The IRA is currently offering some $400 billion in subsidies for clean-energy technologies for US companies and those of its free-trade partners, such as UK supermajor BP and Norway’s Equinor, over 10 years.

While Trump would not be able to overturn the law without significant Republican majorities in Congress, he would likely use every means at his disposal to chip away at the legislation’s key pillars.

Some say the law could use some recalibration. Phil Flynn, Chicago-based senior market analyst at The Price Futures Group, points to growing “frustration” among green investment managers over some of the IRA’s key features.

“Impax Asset Management, which hailed the Inflation Reduction Act as a game changer shortly after it was unveiled in mid-2022, now says the legislation has too many built-in hurdles that are delaying implementation and enriching middlemen while leaving less money for green projects,” he says.

Noting that, as federal law, “some things (in the IRA) can be reversed, some things cannot”, Flynn insists that “there is a growing amount of criticism” about inefficiency in the way the green-energy funding is being administered.

“If the government spends lots of money, it doesn’t mean it does it in the most effective way,” he says.

International investors

The prospect of another Trump term raises questions about whether international investors will stay committed to US projects.

Equinor and BP, joint venture partners in the Empire Wind 2 project, this month pulled away from a plan for the second phase of the offshore wind development in New York, citing commercial conditions for the “reset”.

But Equinor’s senior vice president for low-carbon solutions, Grete Tveit, recently told Upstream that the Norwegian company has increased its investment in carbon capture and storage projects in the US, saying the government has provided greater regulatory clarity than Europe.

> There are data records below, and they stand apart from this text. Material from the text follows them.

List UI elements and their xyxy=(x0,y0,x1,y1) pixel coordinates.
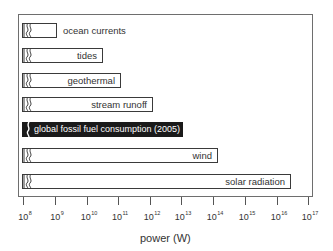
x-tick-label: 1015 xyxy=(239,210,256,222)
x-tick xyxy=(213,197,214,205)
x-tick xyxy=(277,197,278,205)
bar-label: stream runoff xyxy=(91,98,147,111)
x-tick-label: 1016 xyxy=(271,210,288,222)
x-tick-label: 108 xyxy=(18,210,32,222)
bar-tides: tides xyxy=(22,48,103,63)
axis-break-icon xyxy=(23,97,32,112)
bar-label: global fossil fuel consumption (2005) xyxy=(34,123,180,136)
x-tick xyxy=(181,197,182,205)
axis-break-icon xyxy=(23,148,32,163)
bar-stream: stream runoff xyxy=(22,97,153,112)
axis-break-icon xyxy=(23,23,32,38)
bar-label: solar radiation xyxy=(225,175,285,188)
bar-label: ocean currents xyxy=(63,24,126,37)
bar-label: tides xyxy=(77,49,97,62)
axis-break-icon xyxy=(23,174,32,189)
x-tick xyxy=(308,197,309,205)
bar-wind: wind xyxy=(22,148,218,163)
x-tick xyxy=(23,197,24,205)
bar-ocean: ocean currents xyxy=(22,23,57,38)
x-tick xyxy=(245,197,246,205)
x-tick-label: 1012 xyxy=(144,210,161,222)
bar-geothermal: geothermal xyxy=(22,73,121,88)
bar-global: global fossil fuel consumption (2005) xyxy=(22,122,183,137)
x-tick xyxy=(87,197,88,205)
x-tick-label: 1010 xyxy=(81,210,98,222)
x-tick xyxy=(118,197,119,205)
axis-break-icon xyxy=(23,122,32,137)
x-tick-label: 1013 xyxy=(175,210,192,222)
axis-break-icon xyxy=(23,48,32,63)
x-tick-label: 1017 xyxy=(302,210,319,222)
x-axis-label: power (W) xyxy=(140,232,191,244)
x-tick-label: 1011 xyxy=(112,210,128,222)
bar-label: wind xyxy=(192,149,212,162)
bar-solar: solar radiation xyxy=(22,174,291,189)
x-tick xyxy=(55,197,56,205)
axis-break-icon xyxy=(23,73,32,88)
x-tick-label: 1014 xyxy=(207,210,224,222)
bar-label: geothermal xyxy=(67,74,115,87)
x-tick xyxy=(150,197,151,205)
x-tick-label: 109 xyxy=(50,210,64,222)
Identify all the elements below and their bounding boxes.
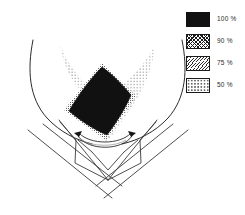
- legend: 100 % 90 % 75 % 50 %: [186, 8, 245, 96]
- legend-row-50: 50 %: [186, 74, 245, 96]
- swatch-75-icon: [186, 56, 210, 71]
- legend-label-90: 90 %: [217, 38, 233, 45]
- legend-row-100: 100 %: [186, 8, 245, 30]
- legend-label-75: 75 %: [217, 60, 233, 67]
- legend-row-90: 90 %: [186, 30, 245, 52]
- legend-label-100: 100 %: [217, 16, 236, 23]
- swatch-90-icon: [186, 34, 210, 49]
- figure-root: 100 % 90 % 75 % 50 %: [0, 0, 245, 215]
- swatch-100-icon: [186, 12, 210, 27]
- swatch-50-icon: [186, 78, 210, 93]
- legend-label-50: 50 %: [217, 82, 233, 89]
- legend-row-75: 75 %: [186, 52, 245, 74]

A second Trump administration would almost certainly shift the nation’s energy focus back to hydrocarbons, says Francesco Sassi, research fellow in energy geopolitics and markets at Italy’s RIE.

Trump insists that “the US must reassess its global status as an energy superpower by increasing oil and gas production,” Sassi says.

“This narrative will characterise the US energy strategy in case of his reelection next November, and it could be a boon for the US oil and gas industry.”

Trump’s deregulatory stance will be reflected in rules coming from his administration’s Interior and Energy departments and the Environmental Protection Agency, should he be granted a second opportunity to staff them with political appointees.

Flynn says: “[Trump] is very focused on US energy and gas, and he will try to reverse and put back in place some of the executive orders he had in regard to US energy production.”

That would include the reversal of some of Biden’s bans on drilling on federal land, and the likely repeal of new industry-related pollution regulations, which groups such as the American Petroleum Institute say have led to underinvestment in oil and gas.

However, Sassi points out that market forces can derail even the best-laid energy plans.

Trump’s “political narrative” is one thing, he says, “and another would be how energy companies will act in unstable global energy markets, where geopolitical risks become a major element in determining strategic decisions and energy policies.“

“Just as Biden wanted to limit oil and gas production, and the US further increased production and exports of both in the aftermath of Russia’s invasion of Ukraine, Trump’s strategy will have to face the interdependent nature of global energy markets and the fickle nature of the American ‘energy dominance’ narrative,” he says.